The sad and disturbing reaity is that they really don’t have any sense of this rather obvious truth. Some people are so deep in the darkness, they don’t know what light looks like anymore. That’s a dangerous place to be.
1) Life begins at conception. This is primarily a MEDICAL fact.
2) At the instant of conception that which is conceived is too small to be seen by the most powerful microscope available
BUT
It begins to grow
and
If it’s growing – it’s ALIVE
Ergo, to terminate the most helpless person imaginable – no matter what Joe or Nancy or anyone else says – is –
(Fill in the blanks)
So, American bishops are hoping our man-made government in Washington will end abortion in the USA. I would feel a lot better if American women stopped having abortions because they became members of our church.
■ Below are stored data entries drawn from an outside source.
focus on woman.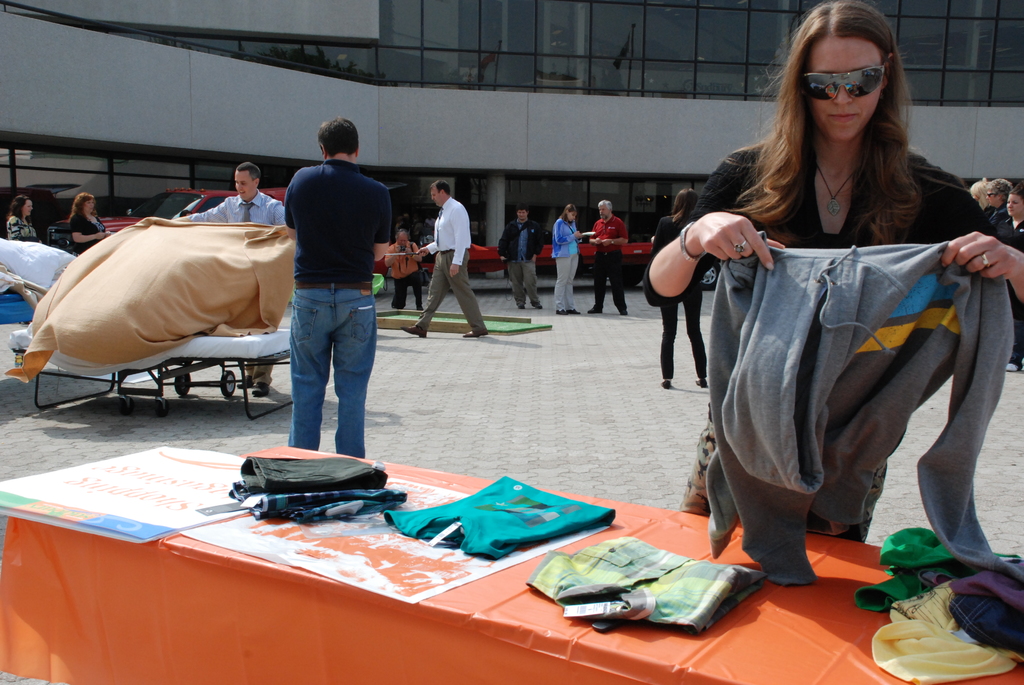
Focused at {"left": 641, "top": 34, "right": 1002, "bottom": 617}.
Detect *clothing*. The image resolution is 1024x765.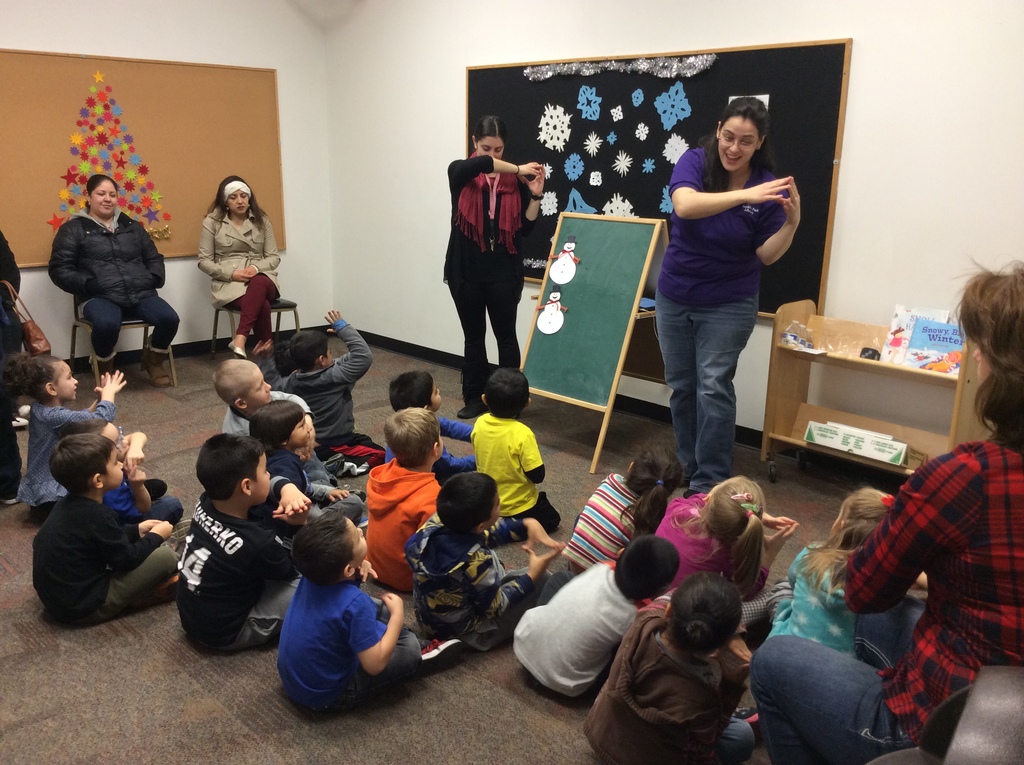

Who — and what — is lost if the Mississippi law is upheld and Roe is overturned? Let’s look at that. The entire abortion issue was forced into the courts by the ‘pro-choice’ cabal that knew it would never pass muster in enough states to give them the national ‘victory’ they wanted. “Safe, legal and rare” was never more than a verbal fig leaf for them. So thanks to them, and Harry Blackmun, we now have 63-million murdered unborns hanging around the neck of a nation, most of whose people support only a limited version of abortion or oppose it altogether. If the SCOTUS does the right thing, the question will be handed back to the states where it has always belonged, perhaps half of which will ban abortion in whole or in part. Who actually gets hurt by such a ruling? The butchers who sell aborted baby parts for money, or cell lines to researchers will take a well-deserved hit. Certain politicians who use the issue to get money and votes will feel a temporary pinch along with — horrors! — some lawyers. Women who wish to end a pregnancy may have to travel somewhat further to a Planned nonParenthood clinic. Margaret Sanger’s creation will be thankfully deprived of millions of tax dollars, though not nearly as much as it should. We can also expect to eventually see shuttle vans with the organization’s logo driving women across state lines to end unwanted pregnancies. Herr Doktor Josef Mengele would be SO proud!